03/12/2022 spectra research

03/11/2022

“Where did my singular focus on building a billion-dollar company come from in the first place? I think I inherited it from a society that worships wealth. I don’t think it’s a coincidence that Bill Gates was my all-time hero and the world’s richest person. Ever since I can remember, I’ve equated 'success' with net worth. If I heard someone say 'that person’s really successful,' I didn’t assume they were improving the well-being of those around them, but that they’d found a way to make a ton of cash.”

Reflecting on My Failure to Build a Billion-Dollar Company

03/10/2022Some small adjustments of style and organization on the N0d3book page.

03/09/2022Conversation with Robert in preparation for my lecture at Lehman College on Friday, a “no Twitter” day as it’s been consuming a ton of my time and not productively, working on Timbre of Starlight.

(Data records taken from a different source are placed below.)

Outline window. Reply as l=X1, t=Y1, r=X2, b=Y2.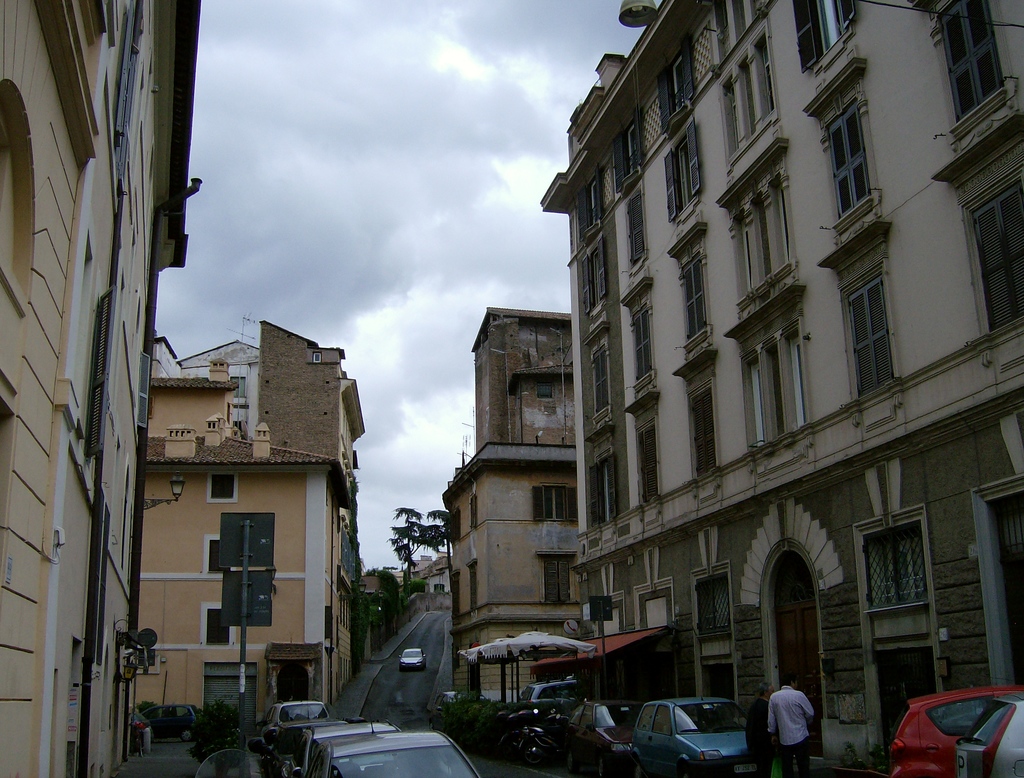
l=655, t=44, r=696, b=125.
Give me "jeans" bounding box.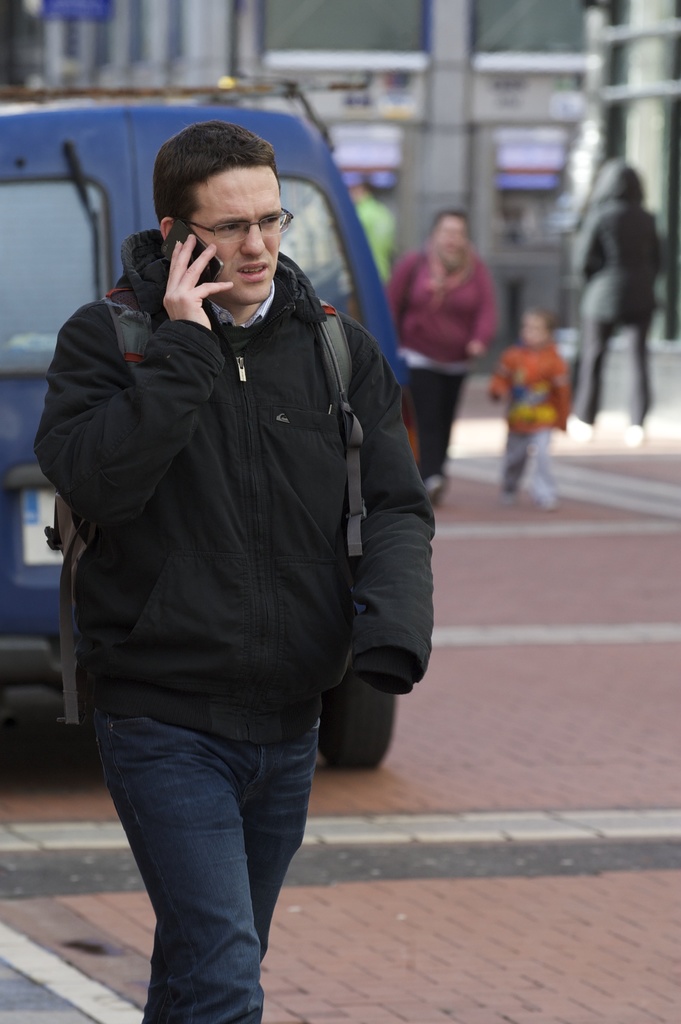
x1=563, y1=319, x2=658, y2=414.
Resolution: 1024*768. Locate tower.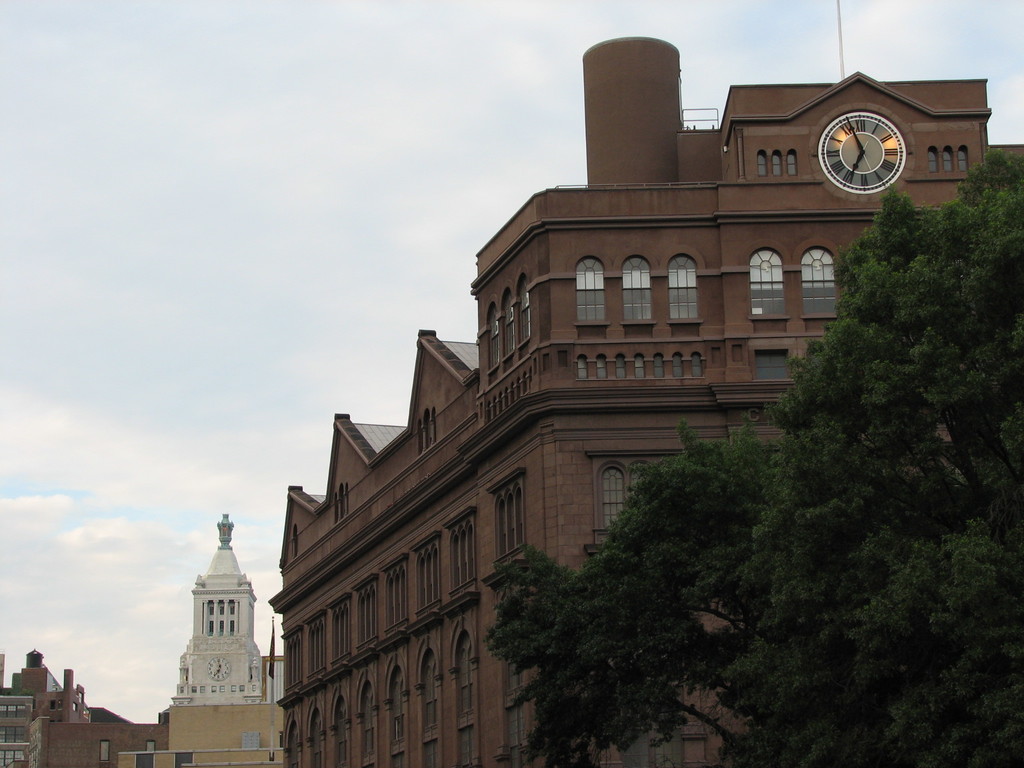
169 510 270 703.
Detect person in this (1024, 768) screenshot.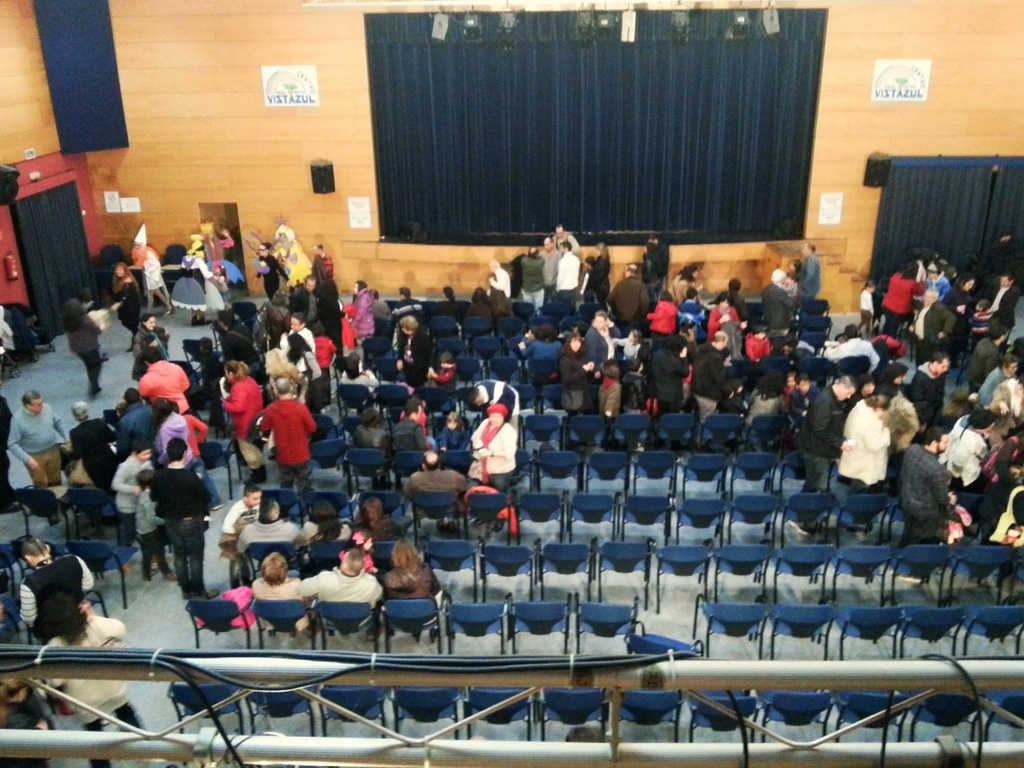
Detection: x1=382, y1=538, x2=443, y2=644.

03/08/2022Long conversation with my Jaguar Stereo duo partner, Toussaint St. Negritude. Talked about many things, but directly relevant to the music we discussed song ordering for vinyl release. Might be a double LP.

03/07/2022 Setting up The Additive Sines Computer—lots of fussing with tiny screws and cables and electricity. End result is feeling pretty good though. Some of the ADSRs have slightly different response times, at least in the decay. I might migrate those to high number slots so that high pitches ring longer in various tones.